They were stacked in a brown paper grocery bag at the curb, sturdy and proud in the afterschool autumn sun. Me and Mikey stared from across the street, our backpacks sagging from overstuffed Trapper Keepers, shoelaces stubbornly untied, and pockets stuffed with quarter candy we had just picked up at the Tobacco Shop, a bunch of old-timey selections in tiny boxes that no other shop sold: Red Hots, Cherry Clan, and Lemonheads.
We had already walked past the bag twice, just to be sure. Mikey even sent his little brother on a reconnaissance mission; Noah had recently gotten the training wheels off his bike and welcomed the assignment. He returned with confirmation and no clue what he had confirmed. We rewarded his success with a box of Red Hots and a punch to the gut.
We planted ourselves on the curb strip and glued our eyes to the shopping bag. I didn’t know what I wanted to see but I knew I wanted to see it, like each time I peeked behind the curtain at Palmer Video, or eagerly flipped through a National Geographic, or when I saw the Jamaica poster in a friend’s older brother’s room—THE Jamaica poster. And I wondered what kind of crazy person left a bag of porno at the curb to be picked up and tossed in the trash.
No one would do throw out porn on purpose. This had to be a mistake.
Fortunately, my almost-teenaged neighbor Joel noticed our gawking. Barely had “nudie mags” exited my mouth, and he had sprinted across the street faster than Maniac Magee. His hormones gave him super strength, like moms whose arms become jaws-of-life to rip their children from the mangled metal of auto wrecks. Like nothing, he lifted that shopping bag, secured it to his chest, and ran. We knew he was headed to The Creek, where we explored industrial ruins, poked dead things, and lit small fires.
Joel dumped the contents, and we surveyed our treasure. A familiar, weird feeling bubbled in my stomach. I remembered the time I opened the liner notes to Appetite for Destruction and was confronted by a cartoon space robot hovering over its open-legged victim with her panties at her ankles. We were well-acquainted with the ethereal worlds of Playboy and Penthouse, but each glossy page immersed us deeper into a sordid, visceral realm we had never experienced. I wasn’t sure I liked what I saw. But I knew I’d need to see it again.
I gathered plastic bags tangled in the shrubbery, as Mikey dug a hole. We wrapped the magazines and laid them down gently, before covering our treasure with leaves. Joel planted a rusty piece of metal in the ground like a flag pole to mark the site.

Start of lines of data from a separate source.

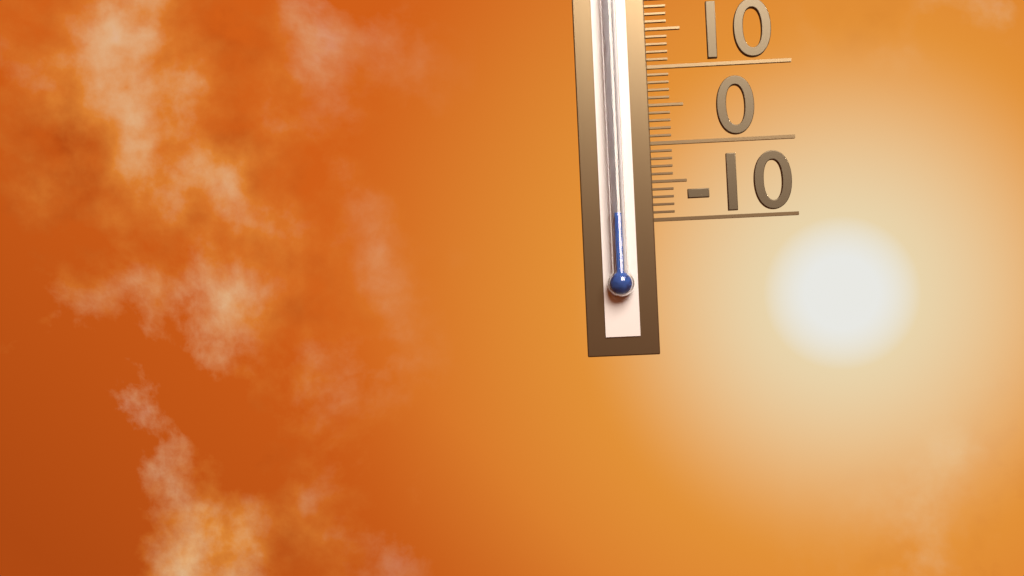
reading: -9 (no unit)
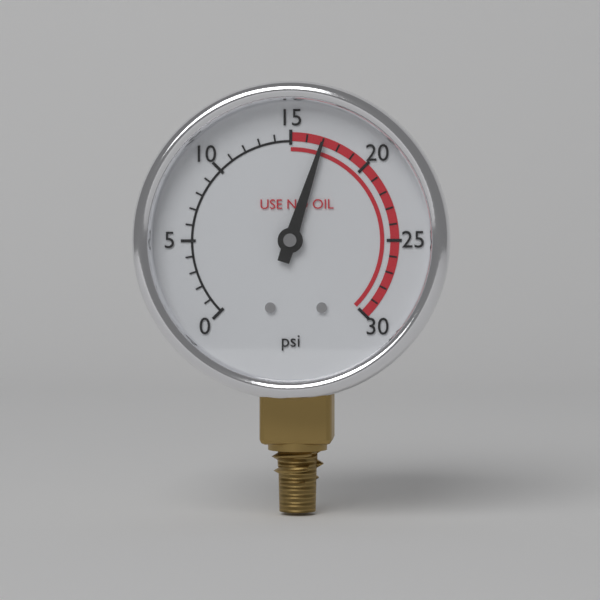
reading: 17 psi
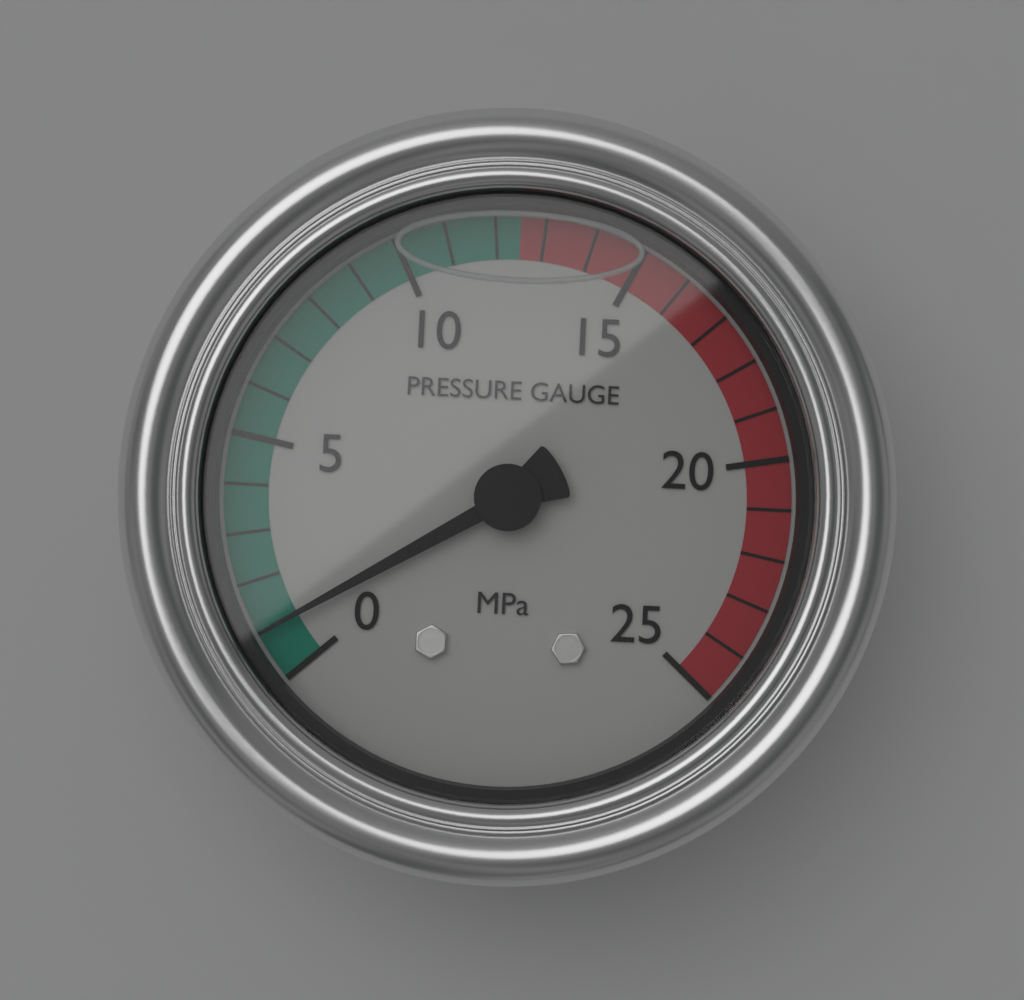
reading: 1 MPa
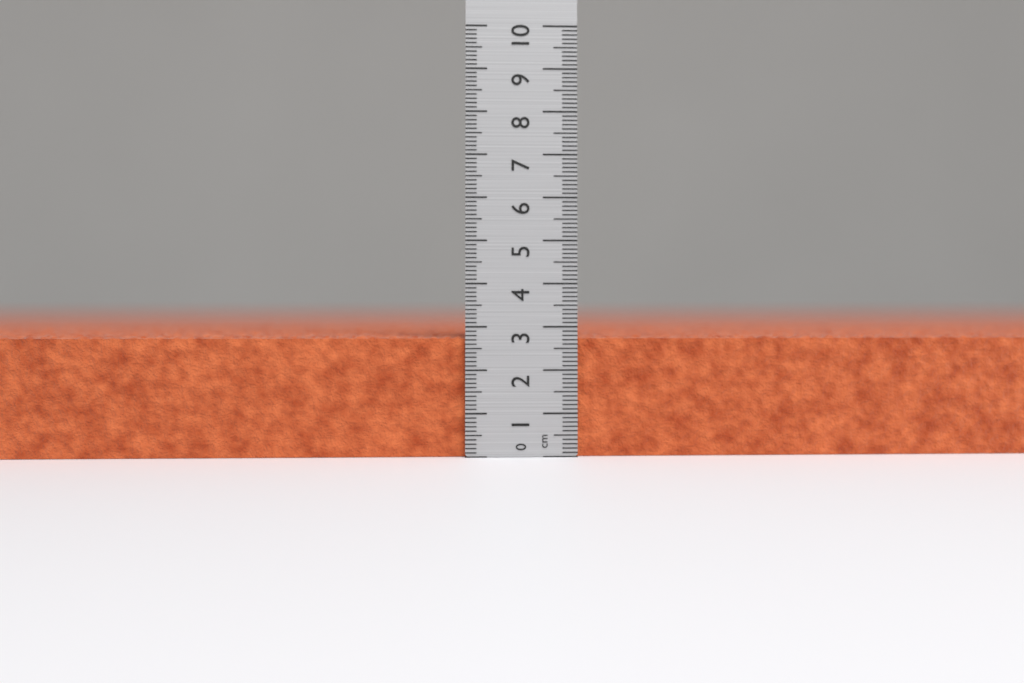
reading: 2.8 cm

We made an agreement: 1) don’t tell anyone you can’t trust; 2) nothing leaves ever.
That was the beginning of our communal porn stash.

Jonathan Horowitz is an educator, muralist, and writer from Central Jersey. Currently, he develops policy and programming interventions to address health equity in communities affected by poverty, while teaching creative writing to middle-schoolers on Long Island. He completed his MFA in Fiction and Literary Translation at Columbia (LTAC) joint course of study at Columbia University. His work has appeared in Columbia Journal, Northwest Review, Bridge Eight, and Y2K Quarterly.